Fein cites the 1952 Supreme Court case of Youngstown Sheet & Tube v. Sawyer as support for the proposition that the President does not have "inherent authority" to bypass legislative enactments of Congress in a time of war.

In the Youngstown case, President Harry Truman cited his "inherent authority" and attempted to seize a steel mill during the war in Korea. The court mashed him back.

FISA, according to Fein, also reins in the President because it has never been overturned or held unconstitutional. It is the law, according to Fein, and if it can be disobeyed, why is the FISA court still in operation today?

"The warrantless surveillance program," Fein stated before the Senate Judiciary Committee back on March 31, "justifies censure." He testified that the President is "seeking to cripple the Constitution's checks and balances" by bypassing the FISA court. And Fein said that Bush's rationales "would reduce Congress to an ink-blot in the permanent conflict with international terrorism. The President could pick and choose which statutes to obey in gathering foreign intelligence and employing battlefield tactics on the sidewalks of the United States." Fein denounced "President Bush's contempt for the rule of law and constitutional limitations."

On August 17, federal Judge Anna Diggs Taylor issued a strong ruling against the surveillance program. The verdict came under attack from a number of Republicans for being too harsh on the Bush Administration. Not from Fein, though. In an August 29 op-ed in The Washington Times, he said Taylor "too weakly condemned" the program, which he deemed as "flagrantly illegal."

Strong words. But he had even stronger ones when he testified to the Senate on June 27 about President Bush's signing statements - more than 750 of them, according to The Boston Globe. These are, in effect, asterisks that the President places next to his name when he signs a bill into law. As Fein explained, under the Constitution, the President has only two choices: Sign a bill and see that the law is properly executed, or veto the bill. But time and again, President Bush has added a signing statement that says he will enforce the law only to the extent that it doesn't interfere with his duties as commander in chief or his power as the unitary executive or his interpretation of the Constitution.

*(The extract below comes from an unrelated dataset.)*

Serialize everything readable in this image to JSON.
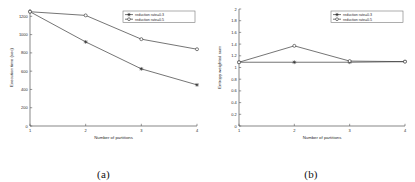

Noting that President Bush's signing statements "have multiplied logarithmically," Fein testified that they "flout the Constitution's checks and balances and separation of powers. They usurp legislative prerogatives and evade accountability." Fein said they amount to an impermissible line-item veto.

"If all other avenues have proved unavailing," Fein testified, "Congress should contemplate impeachment.... The epitome of an impeachable offense, as Alexander Hamilton amplified in the Federalist Papers, is a political crime against the Constitution."

Fein believes that President Bush is engaging in a power grab of the gravest dimension. "The Republic is withering in foolish imitation of Rome," Fein wrote in The Washington Times after Congress approved the Military Commissions Act.

When I ask Fein if he has received any serious flak from other conservatives for his sustained criticism, he admits some of his ideological homies are perturbed.

"To sort of borrow a phrase from President Clinton," Fein says laughing, "it depends upon what the meaning of the word 'flak' is."

Brian Gilmore is a poet, lawyer, and author of Jungle Nights and Soda Fountain Rags: Poem for Duke Ellington.